The investigators were perplexed. Little Nicolás was a fraud but the extent to which he infiltrated the system was hard to fathom. The court statement from one judge who heard the case in 2014 sums it up: “Let me begin by saying that this judge could not understand how a young person of 20, using just his words [...] could have been able to attend conferences, places and events without alerting anyone.”
Five years later, seated in a café, Francisco Nicolás attempts a response.

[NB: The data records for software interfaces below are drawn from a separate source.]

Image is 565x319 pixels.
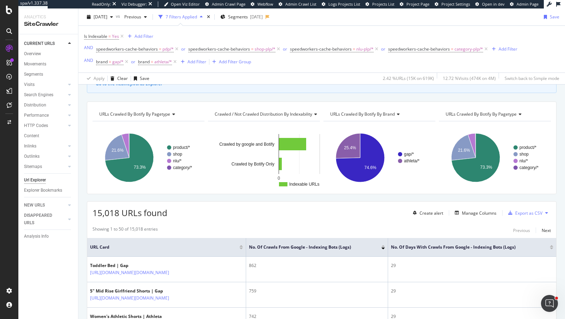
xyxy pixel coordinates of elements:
text: Crawled by google and Botify [219,142,275,147]
span: 15,018 URLs found [93,207,167,218]
button: Add Filter [178,58,206,66]
a: CURRENT URLS [24,40,66,47]
div: SiteCrawler [24,20,72,28]
text: Indexable URLs [289,182,319,187]
a: Overview [24,50,73,58]
button: Apply [84,73,105,84]
button: or [131,58,135,65]
div: 5" Mid Rise Girlfriend Shorts | Gap [90,288,192,294]
div: Add Filter Group [219,59,251,65]
a: Admin Page [510,1,539,7]
div: 29 [391,288,554,294]
span: 2025 May. 7th [94,14,107,20]
span: Admin Page [517,1,539,7]
text: Crawled by Botify Only [232,161,275,166]
span: URLs Crawled By Botify By pagetype [99,111,170,117]
div: Movements [24,60,46,68]
button: Next [542,226,551,234]
a: Analysis Info [24,232,73,240]
span: brand [96,59,108,65]
text: 0 [278,176,280,181]
a: Admin Crawl List [279,1,317,7]
a: [URL][DOMAIN_NAME][DOMAIN_NAME] [90,269,169,276]
span: Project Settings [442,1,470,7]
button: Save [541,11,560,23]
a: Project Page [400,1,430,7]
button: Create alert [410,207,443,218]
div: Manage Columns [462,210,497,216]
span: shop-plp/* [255,44,276,54]
a: Content [24,132,73,140]
a: Search Engines [24,91,66,99]
a: HTTP Codes [24,122,66,129]
span: speedworkers-cache-behaviors [96,46,158,52]
div: Switch back to Simple mode [505,75,560,81]
a: Sitemaps [24,163,66,170]
text: shop [520,152,529,157]
div: Apply [94,75,105,81]
text: 73.3% [481,165,493,170]
span: No. of Crawls from Google - Indexing Bots (Logs) [249,244,371,250]
h4: Crawled / Not Crawled Distribution By Indexability [213,108,323,120]
a: Performance [24,112,66,119]
a: Open Viz Editor [164,1,200,7]
div: Analysis Info [24,232,49,240]
div: NEW URLS [24,201,45,209]
text: athleta/* [404,158,420,163]
h4: URLs Crawled By Botify By pagetype [444,108,545,120]
button: Save [131,73,149,84]
div: Toddler Bed | Gap [90,262,192,269]
div: A chart. [208,127,320,188]
div: Create alert [420,210,443,216]
span: Open in dev [482,1,505,7]
button: or [283,46,287,52]
div: Sitemaps [24,163,42,170]
iframe: Intercom live chat [541,295,558,312]
span: = [159,46,161,52]
div: 862 [249,262,385,269]
span: vs [116,13,122,19]
div: A chart. [439,127,551,188]
h4: URLs Crawled By Botify By brand [329,108,429,120]
button: Previous [122,11,150,23]
div: or [131,59,135,65]
span: Webflow [258,1,273,7]
button: AND [84,57,93,64]
span: Is Indexable [84,33,107,39]
a: Visits [24,81,66,88]
div: Segments [24,71,43,78]
a: DISAPPEARED URLS [24,212,66,226]
a: Inlinks [24,142,66,150]
div: Content [24,132,39,140]
div: times [206,13,212,20]
div: Add Filter [499,46,518,52]
div: Explorer Bookmarks [24,187,62,194]
span: Open Viz Editor [171,1,200,7]
div: Visits [24,81,35,88]
div: AND [84,57,93,63]
button: [DATE] [84,11,116,23]
text: product/* [520,145,537,150]
span: = [251,46,254,52]
div: Url Explorer [24,176,46,184]
div: [DATE] [250,14,263,20]
button: Add Filter Group [210,58,251,66]
span: Yes [112,31,119,41]
div: Outlinks [24,153,40,160]
text: category/* [173,165,192,170]
text: category/* [520,165,539,170]
div: Overview [24,50,41,58]
span: category-plp/* [455,44,483,54]
div: Showing 1 to 50 of 15,018 entries [93,226,158,234]
svg: A chart. [93,127,205,188]
span: Logs Projects List [329,1,360,7]
span: URL Card [90,244,238,250]
div: Save [140,75,149,81]
span: speedworkers-cache-behaviors [388,46,450,52]
button: Segments[DATE] [218,11,266,23]
div: Save [550,14,560,20]
text: 74.6% [365,165,377,170]
span: gap/* [112,57,124,67]
span: brand [138,59,150,65]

“I would define myself as quick; a very young, sharp person who knew everyone – especially, the sons and grandsons of those in power because I went out with them and they liked me. And when politicians see people with a future, it’s in their interest to get close to them. Everything followed from there. At 15 and 16, I sat behind [Spanish businessman] Florentino Pérez and next to the US ambassador in the presidential box for the Copa del Rey soccer final. That was power. Nobody in Spain had managed it at 16. And I told myself, ‘If I can do this now, imagine me at 30 – I will have the world at my feet.’”
“And it was all your own initiative, or were you working for someone?”

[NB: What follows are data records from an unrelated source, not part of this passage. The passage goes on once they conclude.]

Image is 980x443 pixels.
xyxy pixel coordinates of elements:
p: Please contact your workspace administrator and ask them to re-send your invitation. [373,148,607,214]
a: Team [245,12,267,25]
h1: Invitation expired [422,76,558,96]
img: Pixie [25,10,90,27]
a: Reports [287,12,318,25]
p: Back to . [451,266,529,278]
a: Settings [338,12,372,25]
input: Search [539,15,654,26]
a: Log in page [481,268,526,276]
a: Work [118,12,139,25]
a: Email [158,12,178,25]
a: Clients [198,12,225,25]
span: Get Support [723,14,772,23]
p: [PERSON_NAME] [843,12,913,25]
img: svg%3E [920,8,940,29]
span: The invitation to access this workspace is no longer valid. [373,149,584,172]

“It was always my initiative. I liked politics, in fact I have now founded a party called Influencia Joven [or Young Influence]. When you are so young, you surround yourself with people who don’t have good thinking. I always say that I am neither clever nor intelligent. What I do have is talent, which might be emotional intelligence or simply getting people to like me, but it is true that my story is different from most. Really there’s no other story like it in the world. [...] It’s unique.”
“And how do you explain that?”
“Even I don’t understand it. Not even I know what happened. I suppose, in the end, there were a number of factions in the CNI and the government was in control of it and they were in conflict with some divisions between the police – the police against the police. The government against the government.”

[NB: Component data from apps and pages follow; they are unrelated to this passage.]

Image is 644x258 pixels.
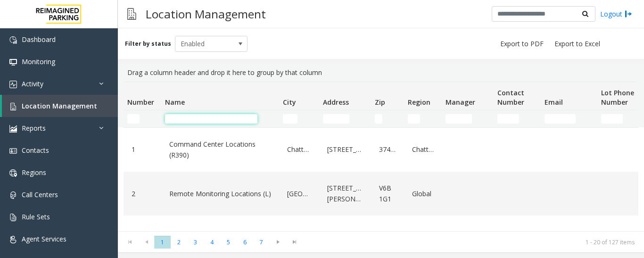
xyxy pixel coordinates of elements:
[9,236,17,244] img: 'icon'
[497,114,519,124] input: Contact Number Filter
[167,137,273,163] a: Command Center Locations (R390)
[154,236,171,249] span: Page 1
[404,110,441,128] td: Region Filter
[125,40,171,48] label: Filter by status
[269,236,286,249] span: Go to the next page
[22,101,97,110] span: Location Management
[375,98,385,106] span: Zip
[9,103,17,110] img: 'icon'
[544,98,563,106] span: Email
[410,230,436,245] a: Global
[410,142,436,157] a: Chattanooga
[2,95,118,117] a: Location Management
[22,146,49,155] span: Contacts
[127,2,136,26] img: pageIcon
[284,230,313,245] a: [GEOGRAPHIC_DATA]
[407,114,420,124] input: Region Filter
[124,110,161,128] td: Number Filter
[9,169,17,177] img: 'icon'
[377,230,398,245] a: 30309
[167,186,273,202] a: Remote Monitoring Locations (L)
[9,192,17,199] img: 'icon'
[9,214,17,221] img: 'icon'
[161,110,279,128] td: Name Filter
[22,235,66,244] span: Agent Services
[279,110,319,128] td: City Filter
[407,98,430,106] span: Region
[410,186,436,202] a: Global
[283,114,297,124] input: City Filter
[377,142,398,157] a: 37402
[9,59,17,66] img: 'icon'
[129,186,155,202] a: 2
[127,98,154,106] span: Number
[165,98,185,106] span: Name
[204,236,220,249] span: Page 4
[22,79,43,88] span: Activity
[237,236,253,249] span: Page 6
[22,212,50,221] span: Rule Sets
[22,168,46,177] span: Regions
[500,39,543,48] span: Export to PDF
[9,36,17,44] img: 'icon'
[448,230,488,245] a: [PERSON_NAME]
[141,2,271,26] h3: Location Management
[554,39,600,48] span: Export to Excel
[550,37,604,51] button: Export to Excel
[308,238,635,246] kendo-pager-info: 1 - 20 of 127 items
[371,110,404,128] td: Zip Filter
[601,88,634,106] span: Lot Phone Number
[9,147,17,155] img: 'icon'
[129,230,155,245] a: L20000500
[9,81,17,88] img: 'icon'
[441,110,493,128] td: Manager Filter
[129,142,155,157] a: 1
[9,125,17,133] img: 'icon'
[286,236,303,249] span: Go to the last page
[377,181,398,207] a: V6B 1G1
[496,37,547,51] button: Export to PDF
[22,124,46,133] span: Reports
[171,236,187,249] span: Page 2
[601,114,622,124] input: Lot Phone Number Filter
[167,230,273,245] a: Modera Midtown (L)
[175,36,233,51] span: Enabled
[445,98,475,106] span: Manager
[284,142,313,157] a: Chattanooga
[323,98,349,106] span: Address
[323,114,349,124] input: Address Filter
[497,88,524,106] span: Contact Number
[165,114,257,124] input: Name Filter
[445,114,472,124] input: Manager Filter
[22,190,58,199] span: Call Centers
[187,236,204,249] span: Page 3
[22,57,55,66] span: Monitoring
[600,9,632,19] a: Logout
[118,81,644,231] div: Data table
[493,110,540,128] td: Contact Number Filter
[127,114,140,124] input: Number Filter
[253,236,269,249] span: Page 7
[319,110,371,128] td: Address Filter
[325,181,365,207] a: [STREET_ADDRESS][PERSON_NAME]
[544,114,576,124] input: Email Filter
[325,142,365,157] a: [STREET_ADDRESS]
[375,114,382,124] input: Zip Filter
[288,238,301,246] span: Go to the last page
[284,186,313,202] a: [GEOGRAPHIC_DATA]
[220,236,237,249] span: Page 5
[325,230,365,245] a: [STREET_ADDRESS]
[283,98,296,106] span: City
[272,238,284,246] span: Go to the next page
[124,64,638,81] div: Drag a column header and drop it here to group by that column
[22,35,56,44] span: Dashboard
[540,110,597,128] td: Email Filter
[625,9,632,19] img: logout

“Do you think a red line was crossed?”
“Yes. When I am asked for information and I don’t give it.”
“Information about who?”
“About politicians. I am told: ‘Either you give the information or all your privileges will be taken away’ and I said ‘Well, no.’ And that’s when they saw a 20-year-old rebel who was meeting the most important figures in the CNI. And from then on, there were problems.”
According to Little Nicolás, a number of publishing houses have offered him a great deal of money to reveal all but he maintains it was never his plan “to hurt Spain.” For now, the only authorized biography is what lies in the cases against him and the two psychiatric reports. Little Nicolás is facing up to 30 years in prison for charges of forgery, fraud, identity theft, leaking confidential information and belonging to a criminal group.
A source close to him says the situation is rather sad. “Fran is being consumed by his own personality,” says the source. “He’s no longer a funny kid of 18; and his ambitious plan to springboard into politics from the PP youth wing [Nuevas Generaciones] has failed. He watched a lot of American series and films, and he made a mistake wanting to become a government spy. He thought he was cleverer than the chief of police and he is paying a high price for it. He no longer knows how to get the attention he needs to continue to feel he’s at the center of the country. One day he sets up a political party, the next he’s in the news for wearing a yellow ribbon [in support of the Catalan separatist leaders in prison for their involvement in the 2017 breakaway attempt] or he’s off to Barcelona so that the independence supporters bombard him with eggs. The last thing was an arrest for assaulting a waiter…”
He could be saved be returning to anonymity, but that would go against his very nature.
English version by Heather Galloway.